When my family lived in Virginia (my dad was at law school), there was this lady named Jill Stenny who lived in our neighborhood. Of course, since I was a kid, and was raised in the south, I called her "Ms. Stenny." Anyways, Ms. Stenny was a nice lady and all that, but the weird/cool thing about her was that she had a pet fox. I've met lots of people who have pet wolves, or part wolf/part dogs, for pets, but Ms. Stenny is the only person I've ever known who had a fox. However, the reason for the rarity of pet foxes was perhaps abundantly clear from this case, if Ms. Stenny's fox was in any way normative. For Ms. Stenny's fox was not very nice. In fact, he bordered on being an unholy terror. He slept all day on Ms. Stenny's screen porch, but at night he would go out cavorting in the neighborhoor, toppling trash cans, fighting with (and often injuring) cats, and sending the dogs into a barking frenzy. Sometimes he even slipped into people's houses and "marked" his territory in a very unpleasant way. Little kids and some of the women were afraid to go outside at night, because even though a fox isn't very big, I think at some level people recognize foxes are wild animals, and that makes it a bit unsettling to know that it could watching your every move from under your car.
Eventually, a group of people from our block complained to the city about Ms. Stenny's fox, but it turned out that she actually had a license to keep it. So the situation remained that this fox was running roughshod over our neighborhood, and there was nothing we could do about it (if this had been farther south, I'm pretty sure someone would have taken matters--or at least a shotgun--into their own hands and solved the problem). So people--especially the men--on our block found themselves in a uncomfortable and helpless position. They would encounter Ms. Stenny's fox on their way home from work and all they could do was stare impotently and say, "bastard fox." The fox could turn around, spray piss at them, and their hands would be tied. We were under that little canine's thumb.
But I think Ms. Stenny empathized with us in some way--not enough to ditch the fox-- but enough to try to do what she could to maintain good relations. In fact, she went about this in a fairly straightforward way. She hooked up some loudspeakers to her car, and each morning as she would drive out of the neighborhood to go to work, she would sing to her neighbors in an attempt to ease the oppresion we all felt from her pet. I can still remember the song she would sing, as I lay in my bed in the dawn, listening. She sang:
"Don't be ruled by the fox that I've got,
I'm Jill, I'm Jill Stenny from the block."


▶ **WHAT NEEDS TO BE DONE**
Scan the entries that follow for the word "span", then report every line in which it appears.
----- RECORDS PROVIDED
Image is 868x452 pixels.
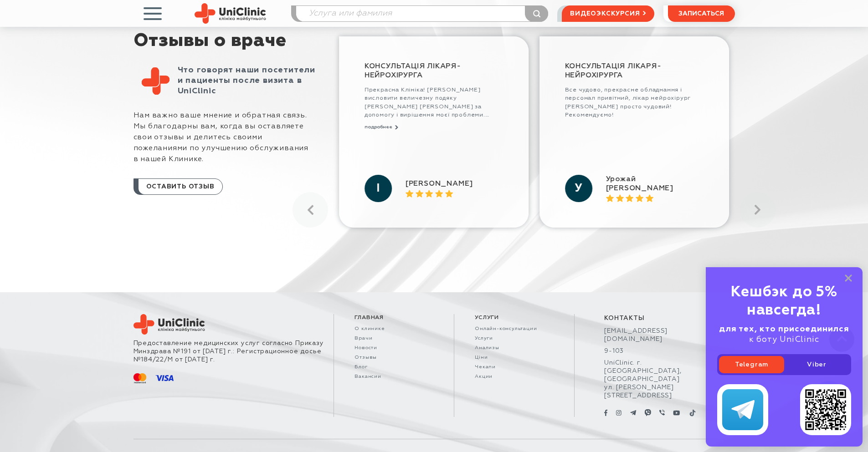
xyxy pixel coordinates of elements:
h2: Консультація лікаря-нейрохірурга [365,61,503,80]
button: записаться [668,6,735,22]
a: Врачи [354,336,433,341]
div: к боту UniClinic [717,324,851,345]
a: 9-103 [604,347,705,355]
span: Главная [354,314,433,321]
a: Чекапи [475,364,554,370]
div: [PERSON_NAME] [406,179,503,189]
span: Услуги [475,314,554,321]
div: Урожай [PERSON_NAME] [606,174,703,194]
a: Блог [354,364,433,370]
a: Вакансии [354,374,433,380]
a: Оставить отзыв [134,178,223,194]
button: подробнее [365,124,398,130]
input: Услуга или фамилия [296,6,548,21]
a: Telegram [719,356,785,373]
a: Услуги [475,336,554,341]
img: Site [134,314,205,334]
div: контакты [604,314,705,322]
a: Анализы [475,345,554,351]
a: Ціни [475,354,554,361]
div: Отзывы о враче [134,31,287,65]
a: Онлайн-консультации [475,326,554,332]
div: У [565,174,592,202]
span: видеоэкскурсия [570,6,640,21]
b: для тех, кто присоединился [719,325,850,333]
img: Site [195,3,266,24]
p: Нам важно ваше мнение и обратная связь. Мы благодарны вам, когда вы оставляете свои отзывы и дели... [134,110,316,165]
h2: Консультація лікаря-нейрохірурга [565,61,703,80]
a: О клинике [354,326,433,332]
a: Акции [475,374,554,380]
a: Viber [785,356,850,373]
a: [EMAIL_ADDRESS][DOMAIN_NAME] [604,327,705,343]
a: видеоэкскурсия [561,6,654,22]
div: UniClinic. г.[GEOGRAPHIC_DATA], [GEOGRAPHIC_DATA] ул. [PERSON_NAME][STREET_ADDRESS] [604,359,705,399]
p: Все чудово, прекрасне обладнання і персонал привітний, лікар нейрохірург [PERSON_NAME] просто чуд... [565,86,703,120]
span: Оставить отзыв [146,178,215,194]
span: записаться [679,10,724,17]
a: Новости [354,345,433,351]
p: Прекрасна Клініка! [PERSON_NAME] висловити величезну подяку [PERSON_NAME] [PERSON_NAME] за допомо... [365,86,503,120]
div: Кешбэк до 5% навсегда! [717,283,851,319]
a: Отзывы [354,354,433,361]
div: Что говорят наши посетители и пациенты после визита в UniClinic [178,65,316,96]
div: І [365,174,392,202]
div: Предоставление медицинских услуг согласно Приказу Минздрава №191 от [DATE] г.: Регистрационное до... [134,339,330,364]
----------
▶ **YOUR RESPONSE**
span: Главная [354,314,433,321]
span: Услуги [475,314,554,321]
span: видеоэкскурсия [570,6,640,21]
span: Оставить отзыв [146,178,215,194]
span: записаться [679,10,724,17]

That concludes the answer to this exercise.